Comprising a series of studies, this book contains abundant information on the social, political, and architectural history surrounding the early missions to Alta California, beginning with the arrival of Spanish authorities and Franciscan friars at San Diego de Alcalá in 1769. The coverage continues through Mexican rule (1821-46) and ends when California was admitted to the Union as a state in 1850.
A unified story of building during this time is fragmented, however, by the book’s organization. Its first part includes historical events and personages, social observations about the builders, and building procedures. The central and largest part of the book outlines biographical information on all the known craftsmen, dividing them into “Spanish,” Indian, and foreign artisans. The final part presents the history of actual buildings, fragmented again into four political jurisdictions, even though the same artisans frequently traveled among them.
Mardith K. Schuetz-Miller has acquired excellent information through her archival research in Mexico and California, but the reader can reassemble the whole story only from information scattered and even duplicated in separate chapters. To focus on a few “heroes” involved in many building projects, such as José Antonio Ramírez (1762/3-1827), a master carpenter and stonecutter from Jalisco, Mexico, would make a much more interesting book. Such a book could bring together the author’s disparate information on guild training, artisans’ relationships with civil and clerical authorities, and instruction of Christianized mission Indians —some of whom became significant builders in their own right. While such a presentation might verge on a historical novel, the information assembled here could flesh out the careers of several other important builders.
Visual evidence makes me question the author’s conclusion that Ramírez brilliantly designed the awkward Neoclassical facade of Santa Barbara. Some educated friar must have instructed him to modify a temple facade in the Vitruvius handbook now in the mission library, although Ramírez clearly did not understand Classical proportions.
More and better-quality illustrations would assist the reader in making such judgments. Except for the author’s own beautiful cover photo of a mission doorway, all the grainy black-and-white illustrations are eighteenth-century line drawings or nineteenth-century sketches. A map is badly needed to place the missions in their jurisdictions. Better editing should have eliminated small typos, misspellings (“custesies,” p. xiii), and flippant phrases like “attaché case” of an eighteenth-century administrator (p. 4); and should have clarified meanings (“A Te Deum was sung, followed by Compline and all the altars were brilliantly illuminated,” p. 194). Let us hope that Schuetz’s frequently cited “work in progress” will bring the rich information together more seamlessly and compellingly.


ASSIGNMENT: Transcribe exactly, and only, the lines that run from the one containing "What is the" through the end of the records.

Dataset excerpts:
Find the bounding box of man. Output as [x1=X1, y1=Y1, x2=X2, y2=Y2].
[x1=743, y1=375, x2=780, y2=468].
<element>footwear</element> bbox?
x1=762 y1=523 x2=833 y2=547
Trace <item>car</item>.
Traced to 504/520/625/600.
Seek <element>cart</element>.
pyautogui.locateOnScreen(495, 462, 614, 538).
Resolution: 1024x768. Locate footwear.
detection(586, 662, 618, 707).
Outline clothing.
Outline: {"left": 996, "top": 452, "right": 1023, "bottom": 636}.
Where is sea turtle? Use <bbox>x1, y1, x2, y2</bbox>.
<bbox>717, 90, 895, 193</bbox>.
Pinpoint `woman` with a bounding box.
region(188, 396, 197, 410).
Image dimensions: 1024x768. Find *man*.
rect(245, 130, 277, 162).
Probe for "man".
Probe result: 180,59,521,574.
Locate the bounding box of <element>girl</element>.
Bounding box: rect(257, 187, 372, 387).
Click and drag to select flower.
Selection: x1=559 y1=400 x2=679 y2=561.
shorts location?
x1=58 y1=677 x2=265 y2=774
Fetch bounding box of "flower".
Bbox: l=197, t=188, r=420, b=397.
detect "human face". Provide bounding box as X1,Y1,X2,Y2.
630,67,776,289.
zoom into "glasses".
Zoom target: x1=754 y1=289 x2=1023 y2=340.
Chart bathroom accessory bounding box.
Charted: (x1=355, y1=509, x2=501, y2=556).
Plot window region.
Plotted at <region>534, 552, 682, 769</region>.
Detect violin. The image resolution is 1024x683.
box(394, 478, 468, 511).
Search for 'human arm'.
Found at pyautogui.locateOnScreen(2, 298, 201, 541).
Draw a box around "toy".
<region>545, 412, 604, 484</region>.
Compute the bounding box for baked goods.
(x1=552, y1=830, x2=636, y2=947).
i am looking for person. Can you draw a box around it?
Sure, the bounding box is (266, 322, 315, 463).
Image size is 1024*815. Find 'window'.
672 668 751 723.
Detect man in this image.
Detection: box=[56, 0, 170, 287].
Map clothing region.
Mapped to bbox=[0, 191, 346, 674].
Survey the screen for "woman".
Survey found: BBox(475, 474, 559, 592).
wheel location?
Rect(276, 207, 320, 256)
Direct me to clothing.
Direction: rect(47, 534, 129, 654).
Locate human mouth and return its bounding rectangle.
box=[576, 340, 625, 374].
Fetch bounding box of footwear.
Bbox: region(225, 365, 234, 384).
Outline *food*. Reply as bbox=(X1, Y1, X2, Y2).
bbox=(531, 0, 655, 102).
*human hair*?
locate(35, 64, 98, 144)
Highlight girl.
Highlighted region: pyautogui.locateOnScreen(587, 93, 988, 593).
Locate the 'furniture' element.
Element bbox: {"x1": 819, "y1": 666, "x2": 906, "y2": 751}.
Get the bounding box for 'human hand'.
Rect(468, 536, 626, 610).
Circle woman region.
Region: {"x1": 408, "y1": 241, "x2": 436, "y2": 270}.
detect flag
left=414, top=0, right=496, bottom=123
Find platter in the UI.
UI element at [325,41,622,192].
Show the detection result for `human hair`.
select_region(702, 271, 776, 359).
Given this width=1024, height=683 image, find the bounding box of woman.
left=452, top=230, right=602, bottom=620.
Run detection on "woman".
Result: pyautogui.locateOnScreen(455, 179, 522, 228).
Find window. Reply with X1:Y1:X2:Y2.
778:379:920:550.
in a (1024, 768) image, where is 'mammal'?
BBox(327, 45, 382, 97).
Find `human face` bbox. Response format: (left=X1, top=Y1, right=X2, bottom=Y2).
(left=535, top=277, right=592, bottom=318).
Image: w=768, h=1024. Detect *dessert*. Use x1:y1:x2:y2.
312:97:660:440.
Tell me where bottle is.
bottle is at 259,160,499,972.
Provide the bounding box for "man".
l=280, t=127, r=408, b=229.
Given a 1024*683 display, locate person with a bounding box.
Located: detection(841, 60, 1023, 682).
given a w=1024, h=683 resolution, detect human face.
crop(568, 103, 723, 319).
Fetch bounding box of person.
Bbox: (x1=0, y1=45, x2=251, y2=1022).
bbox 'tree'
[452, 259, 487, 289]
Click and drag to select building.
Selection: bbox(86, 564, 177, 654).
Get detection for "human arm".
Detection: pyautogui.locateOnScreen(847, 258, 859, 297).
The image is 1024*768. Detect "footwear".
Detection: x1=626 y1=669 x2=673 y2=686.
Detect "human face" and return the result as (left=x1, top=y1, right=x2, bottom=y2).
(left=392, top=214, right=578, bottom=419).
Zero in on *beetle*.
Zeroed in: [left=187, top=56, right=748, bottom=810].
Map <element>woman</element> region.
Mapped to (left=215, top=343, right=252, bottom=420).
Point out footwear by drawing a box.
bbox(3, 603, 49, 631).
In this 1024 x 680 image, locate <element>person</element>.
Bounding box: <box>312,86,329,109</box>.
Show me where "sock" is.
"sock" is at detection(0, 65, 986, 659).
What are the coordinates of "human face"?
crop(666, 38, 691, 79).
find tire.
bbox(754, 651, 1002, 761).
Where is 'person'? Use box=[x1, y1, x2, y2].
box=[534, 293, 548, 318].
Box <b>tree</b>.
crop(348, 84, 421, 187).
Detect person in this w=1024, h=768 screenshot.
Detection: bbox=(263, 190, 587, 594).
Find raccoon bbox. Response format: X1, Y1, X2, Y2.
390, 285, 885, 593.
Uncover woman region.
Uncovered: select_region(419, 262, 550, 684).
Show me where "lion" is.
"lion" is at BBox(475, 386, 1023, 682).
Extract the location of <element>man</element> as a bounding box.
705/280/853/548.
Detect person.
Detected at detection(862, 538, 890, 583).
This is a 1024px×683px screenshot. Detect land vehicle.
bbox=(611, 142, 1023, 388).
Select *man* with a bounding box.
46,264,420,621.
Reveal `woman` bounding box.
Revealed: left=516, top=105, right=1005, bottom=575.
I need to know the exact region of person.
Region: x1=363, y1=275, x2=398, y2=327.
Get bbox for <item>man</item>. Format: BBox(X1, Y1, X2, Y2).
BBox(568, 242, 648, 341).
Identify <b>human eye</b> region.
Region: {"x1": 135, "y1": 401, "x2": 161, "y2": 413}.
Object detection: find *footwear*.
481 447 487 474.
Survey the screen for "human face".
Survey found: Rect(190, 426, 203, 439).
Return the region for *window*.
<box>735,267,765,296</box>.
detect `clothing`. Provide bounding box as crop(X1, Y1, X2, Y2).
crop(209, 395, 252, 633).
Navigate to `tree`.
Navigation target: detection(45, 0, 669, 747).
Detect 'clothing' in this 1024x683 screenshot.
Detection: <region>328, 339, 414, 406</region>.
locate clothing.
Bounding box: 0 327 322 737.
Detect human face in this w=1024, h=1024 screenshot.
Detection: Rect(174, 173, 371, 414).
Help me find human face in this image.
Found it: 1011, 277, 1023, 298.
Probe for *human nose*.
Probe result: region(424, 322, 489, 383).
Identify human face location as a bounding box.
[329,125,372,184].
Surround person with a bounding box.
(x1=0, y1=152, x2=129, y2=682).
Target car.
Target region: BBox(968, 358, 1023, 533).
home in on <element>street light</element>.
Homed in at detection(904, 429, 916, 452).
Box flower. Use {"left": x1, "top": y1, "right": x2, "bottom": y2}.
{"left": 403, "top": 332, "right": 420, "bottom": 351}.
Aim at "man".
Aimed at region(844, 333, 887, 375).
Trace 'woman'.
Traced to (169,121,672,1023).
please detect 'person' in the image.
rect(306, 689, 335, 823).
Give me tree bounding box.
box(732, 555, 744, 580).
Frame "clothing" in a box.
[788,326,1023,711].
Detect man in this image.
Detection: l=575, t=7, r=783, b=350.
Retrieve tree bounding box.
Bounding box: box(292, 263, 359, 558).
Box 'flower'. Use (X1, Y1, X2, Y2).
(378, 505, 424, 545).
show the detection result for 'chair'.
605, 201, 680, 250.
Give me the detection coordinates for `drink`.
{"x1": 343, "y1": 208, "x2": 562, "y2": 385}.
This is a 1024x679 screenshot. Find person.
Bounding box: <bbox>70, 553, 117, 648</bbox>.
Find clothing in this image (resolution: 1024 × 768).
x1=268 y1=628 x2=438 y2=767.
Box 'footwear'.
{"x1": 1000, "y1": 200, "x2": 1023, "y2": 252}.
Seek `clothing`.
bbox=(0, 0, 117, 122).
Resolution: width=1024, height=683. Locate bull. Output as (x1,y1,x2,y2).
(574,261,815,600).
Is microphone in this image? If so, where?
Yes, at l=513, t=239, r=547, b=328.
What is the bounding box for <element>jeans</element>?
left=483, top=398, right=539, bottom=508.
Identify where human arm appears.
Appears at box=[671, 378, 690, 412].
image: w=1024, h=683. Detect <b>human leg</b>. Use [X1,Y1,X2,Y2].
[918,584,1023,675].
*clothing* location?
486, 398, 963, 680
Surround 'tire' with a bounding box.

WRITTEN SOLUTION:
What is the bounding box for <element>jeans</element>?
left=483, top=398, right=539, bottom=508.
Identify where human arm appears.
Appears at box=[671, 378, 690, 412].
image: w=1024, h=683. Detect <b>human leg</b>. Use [X1,Y1,X2,Y2].
[918,584,1023,675].
*clothing* location?
486, 398, 963, 680
Surround 'tire' with a bounding box.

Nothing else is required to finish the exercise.